Exercise goal
The lines below starting at the line containing "The width and height of the screenshot is (1703, 958)." and ending at the line containing "The image size is (977, 550)." are to be repeated exactly, with both ends kept and nothing else added.
◆ ◆ ◆ ◆ ◆ ◆ ◆
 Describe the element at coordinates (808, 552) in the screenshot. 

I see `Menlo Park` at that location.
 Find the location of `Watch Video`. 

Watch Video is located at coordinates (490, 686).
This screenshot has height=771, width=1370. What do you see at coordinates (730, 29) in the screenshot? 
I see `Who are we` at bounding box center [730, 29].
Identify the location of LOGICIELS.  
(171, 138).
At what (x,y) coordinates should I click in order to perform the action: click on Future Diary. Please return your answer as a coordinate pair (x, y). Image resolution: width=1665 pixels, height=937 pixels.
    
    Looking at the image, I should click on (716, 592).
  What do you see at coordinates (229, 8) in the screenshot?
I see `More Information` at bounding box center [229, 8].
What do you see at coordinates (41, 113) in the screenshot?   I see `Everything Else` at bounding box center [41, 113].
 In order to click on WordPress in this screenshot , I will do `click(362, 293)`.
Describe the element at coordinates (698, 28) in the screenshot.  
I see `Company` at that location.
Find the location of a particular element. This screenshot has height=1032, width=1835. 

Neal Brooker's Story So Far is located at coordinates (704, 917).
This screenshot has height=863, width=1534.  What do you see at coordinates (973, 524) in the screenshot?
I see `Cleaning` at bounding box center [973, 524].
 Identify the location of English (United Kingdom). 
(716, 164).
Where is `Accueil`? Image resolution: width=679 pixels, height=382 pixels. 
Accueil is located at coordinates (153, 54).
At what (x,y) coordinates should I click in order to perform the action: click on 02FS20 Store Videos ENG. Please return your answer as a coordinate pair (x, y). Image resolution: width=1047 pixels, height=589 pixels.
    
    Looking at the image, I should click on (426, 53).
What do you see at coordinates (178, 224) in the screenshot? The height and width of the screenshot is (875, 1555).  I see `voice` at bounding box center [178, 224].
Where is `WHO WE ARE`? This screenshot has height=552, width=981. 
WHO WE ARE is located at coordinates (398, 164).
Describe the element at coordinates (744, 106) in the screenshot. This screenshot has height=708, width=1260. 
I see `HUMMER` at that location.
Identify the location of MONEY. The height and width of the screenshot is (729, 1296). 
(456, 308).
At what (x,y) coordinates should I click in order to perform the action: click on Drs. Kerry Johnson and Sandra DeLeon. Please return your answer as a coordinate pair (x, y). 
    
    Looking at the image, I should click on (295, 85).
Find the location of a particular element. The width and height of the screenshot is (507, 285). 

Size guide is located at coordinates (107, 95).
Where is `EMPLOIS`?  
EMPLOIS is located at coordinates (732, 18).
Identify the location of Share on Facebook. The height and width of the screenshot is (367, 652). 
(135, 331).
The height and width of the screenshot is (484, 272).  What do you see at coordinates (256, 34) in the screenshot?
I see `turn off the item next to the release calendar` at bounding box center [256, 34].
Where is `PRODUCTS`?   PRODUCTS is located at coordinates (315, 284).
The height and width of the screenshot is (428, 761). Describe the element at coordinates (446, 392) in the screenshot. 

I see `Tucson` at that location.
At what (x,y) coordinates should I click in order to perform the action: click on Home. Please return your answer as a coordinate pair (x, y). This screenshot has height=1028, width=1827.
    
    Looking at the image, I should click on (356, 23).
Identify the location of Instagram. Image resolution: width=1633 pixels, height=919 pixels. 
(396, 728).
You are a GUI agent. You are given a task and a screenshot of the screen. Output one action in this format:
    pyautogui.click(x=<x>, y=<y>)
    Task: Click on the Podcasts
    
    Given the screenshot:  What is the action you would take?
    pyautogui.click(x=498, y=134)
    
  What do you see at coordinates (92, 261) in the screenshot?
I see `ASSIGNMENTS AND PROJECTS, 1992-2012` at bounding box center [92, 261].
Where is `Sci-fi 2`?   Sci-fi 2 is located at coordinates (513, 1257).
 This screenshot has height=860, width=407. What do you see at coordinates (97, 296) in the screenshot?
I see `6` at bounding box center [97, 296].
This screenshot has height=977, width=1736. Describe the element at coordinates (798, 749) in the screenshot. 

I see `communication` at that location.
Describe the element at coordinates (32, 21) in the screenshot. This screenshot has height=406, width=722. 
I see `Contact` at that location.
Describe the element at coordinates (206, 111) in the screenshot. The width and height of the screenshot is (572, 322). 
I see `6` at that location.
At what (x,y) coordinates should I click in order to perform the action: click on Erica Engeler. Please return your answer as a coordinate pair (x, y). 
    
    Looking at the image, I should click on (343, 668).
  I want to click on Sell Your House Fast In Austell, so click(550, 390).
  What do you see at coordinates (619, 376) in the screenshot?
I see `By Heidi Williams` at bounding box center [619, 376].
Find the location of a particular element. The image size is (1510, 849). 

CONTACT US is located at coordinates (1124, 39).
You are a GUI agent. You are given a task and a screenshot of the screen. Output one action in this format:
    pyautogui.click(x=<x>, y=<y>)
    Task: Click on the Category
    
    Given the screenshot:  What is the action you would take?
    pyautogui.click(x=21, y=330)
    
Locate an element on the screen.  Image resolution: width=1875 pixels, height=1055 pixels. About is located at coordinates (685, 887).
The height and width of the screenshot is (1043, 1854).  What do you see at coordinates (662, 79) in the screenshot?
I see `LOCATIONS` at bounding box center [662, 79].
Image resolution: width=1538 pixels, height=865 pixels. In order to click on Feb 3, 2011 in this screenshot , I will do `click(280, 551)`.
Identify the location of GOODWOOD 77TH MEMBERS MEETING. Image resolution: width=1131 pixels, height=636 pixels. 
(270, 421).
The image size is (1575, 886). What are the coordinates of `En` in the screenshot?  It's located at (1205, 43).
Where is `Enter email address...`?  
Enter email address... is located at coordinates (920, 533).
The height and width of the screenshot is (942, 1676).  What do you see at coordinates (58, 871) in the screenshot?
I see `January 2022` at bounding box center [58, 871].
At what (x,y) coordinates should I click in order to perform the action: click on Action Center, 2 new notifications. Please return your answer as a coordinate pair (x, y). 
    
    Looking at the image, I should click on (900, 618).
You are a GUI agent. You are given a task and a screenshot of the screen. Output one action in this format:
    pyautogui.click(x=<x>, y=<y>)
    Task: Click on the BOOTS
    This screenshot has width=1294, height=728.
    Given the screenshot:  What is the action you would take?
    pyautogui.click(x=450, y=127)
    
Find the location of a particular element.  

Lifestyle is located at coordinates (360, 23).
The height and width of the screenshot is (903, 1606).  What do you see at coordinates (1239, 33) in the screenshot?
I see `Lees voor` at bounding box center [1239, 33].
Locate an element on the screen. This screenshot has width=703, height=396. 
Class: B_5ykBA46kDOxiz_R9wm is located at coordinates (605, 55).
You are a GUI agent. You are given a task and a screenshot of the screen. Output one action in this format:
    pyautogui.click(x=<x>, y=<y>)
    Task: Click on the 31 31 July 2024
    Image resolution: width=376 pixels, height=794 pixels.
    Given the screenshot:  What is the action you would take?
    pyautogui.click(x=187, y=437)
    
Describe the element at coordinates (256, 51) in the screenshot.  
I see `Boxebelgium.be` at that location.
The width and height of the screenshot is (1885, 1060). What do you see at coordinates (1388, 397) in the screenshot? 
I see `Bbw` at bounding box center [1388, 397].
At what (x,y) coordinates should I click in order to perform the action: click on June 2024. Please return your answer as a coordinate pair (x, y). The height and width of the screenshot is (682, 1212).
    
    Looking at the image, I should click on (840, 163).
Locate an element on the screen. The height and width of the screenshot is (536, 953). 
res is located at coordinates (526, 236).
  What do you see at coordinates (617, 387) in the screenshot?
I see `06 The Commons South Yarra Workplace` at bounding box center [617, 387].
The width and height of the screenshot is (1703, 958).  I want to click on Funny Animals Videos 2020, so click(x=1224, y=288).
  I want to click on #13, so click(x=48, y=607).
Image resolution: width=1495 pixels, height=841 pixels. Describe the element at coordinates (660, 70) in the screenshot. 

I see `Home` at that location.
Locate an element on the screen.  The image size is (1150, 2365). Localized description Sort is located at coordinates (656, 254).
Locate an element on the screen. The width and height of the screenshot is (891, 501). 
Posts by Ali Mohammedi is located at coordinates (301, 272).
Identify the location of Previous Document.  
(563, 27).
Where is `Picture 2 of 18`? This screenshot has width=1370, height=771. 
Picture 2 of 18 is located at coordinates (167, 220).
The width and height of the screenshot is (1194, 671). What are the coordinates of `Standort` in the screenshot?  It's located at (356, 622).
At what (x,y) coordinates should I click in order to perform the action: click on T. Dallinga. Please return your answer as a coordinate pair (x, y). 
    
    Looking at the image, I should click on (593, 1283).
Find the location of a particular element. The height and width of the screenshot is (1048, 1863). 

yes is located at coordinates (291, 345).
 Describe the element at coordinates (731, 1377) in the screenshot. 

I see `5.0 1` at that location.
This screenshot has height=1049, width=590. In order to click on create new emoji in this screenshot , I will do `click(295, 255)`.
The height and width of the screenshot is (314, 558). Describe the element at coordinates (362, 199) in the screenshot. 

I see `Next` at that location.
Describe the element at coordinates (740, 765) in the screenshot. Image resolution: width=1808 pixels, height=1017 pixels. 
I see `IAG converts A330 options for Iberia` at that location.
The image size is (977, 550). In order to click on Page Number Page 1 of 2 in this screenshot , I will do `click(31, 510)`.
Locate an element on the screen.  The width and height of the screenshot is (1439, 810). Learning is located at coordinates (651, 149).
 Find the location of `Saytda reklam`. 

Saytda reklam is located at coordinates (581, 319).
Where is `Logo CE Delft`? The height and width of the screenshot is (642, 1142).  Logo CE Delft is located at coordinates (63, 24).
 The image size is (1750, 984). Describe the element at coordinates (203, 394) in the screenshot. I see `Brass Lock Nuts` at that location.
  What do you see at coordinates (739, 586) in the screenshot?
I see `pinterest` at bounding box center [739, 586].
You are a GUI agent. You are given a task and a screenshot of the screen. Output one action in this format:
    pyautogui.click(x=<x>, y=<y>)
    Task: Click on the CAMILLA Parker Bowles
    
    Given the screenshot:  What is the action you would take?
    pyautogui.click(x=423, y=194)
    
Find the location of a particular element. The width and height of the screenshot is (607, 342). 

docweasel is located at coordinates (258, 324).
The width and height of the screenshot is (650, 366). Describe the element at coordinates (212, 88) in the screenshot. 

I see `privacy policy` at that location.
◆ ◆ ◆ ◆ ◆ ◆ ◆
Response below
The width and height of the screenshot is (1703, 958).  I want to click on Funny Animals Videos 2020, so click(x=1224, y=288).
  I want to click on #13, so click(x=48, y=607).
Image resolution: width=1495 pixels, height=841 pixels. Describe the element at coordinates (660, 70) in the screenshot. 

I see `Home` at that location.
Locate an element on the screen.  The image size is (1150, 2365). Localized description Sort is located at coordinates (656, 254).
Locate an element on the screen. The width and height of the screenshot is (891, 501). 
Posts by Ali Mohammedi is located at coordinates (301, 272).
Identify the location of Previous Document.  
(563, 27).
Where is `Picture 2 of 18`? This screenshot has width=1370, height=771. 
Picture 2 of 18 is located at coordinates (167, 220).
The width and height of the screenshot is (1194, 671). What are the coordinates of `Standort` in the screenshot?  It's located at (356, 622).
At what (x,y) coordinates should I click in order to perform the action: click on T. Dallinga. Please return your answer as a coordinate pair (x, y). 
    
    Looking at the image, I should click on (593, 1283).
Find the location of a particular element. The height and width of the screenshot is (1048, 1863). 

yes is located at coordinates (291, 345).
 Describe the element at coordinates (731, 1377) in the screenshot. 

I see `5.0 1` at that location.
This screenshot has height=1049, width=590. In order to click on create new emoji in this screenshot , I will do `click(295, 255)`.
The height and width of the screenshot is (314, 558). Describe the element at coordinates (362, 199) in the screenshot. 

I see `Next` at that location.
Describe the element at coordinates (740, 765) in the screenshot. Image resolution: width=1808 pixels, height=1017 pixels. 
I see `IAG converts A330 options for Iberia` at that location.
The image size is (977, 550). In order to click on Page Number Page 1 of 2 in this screenshot , I will do `click(31, 510)`.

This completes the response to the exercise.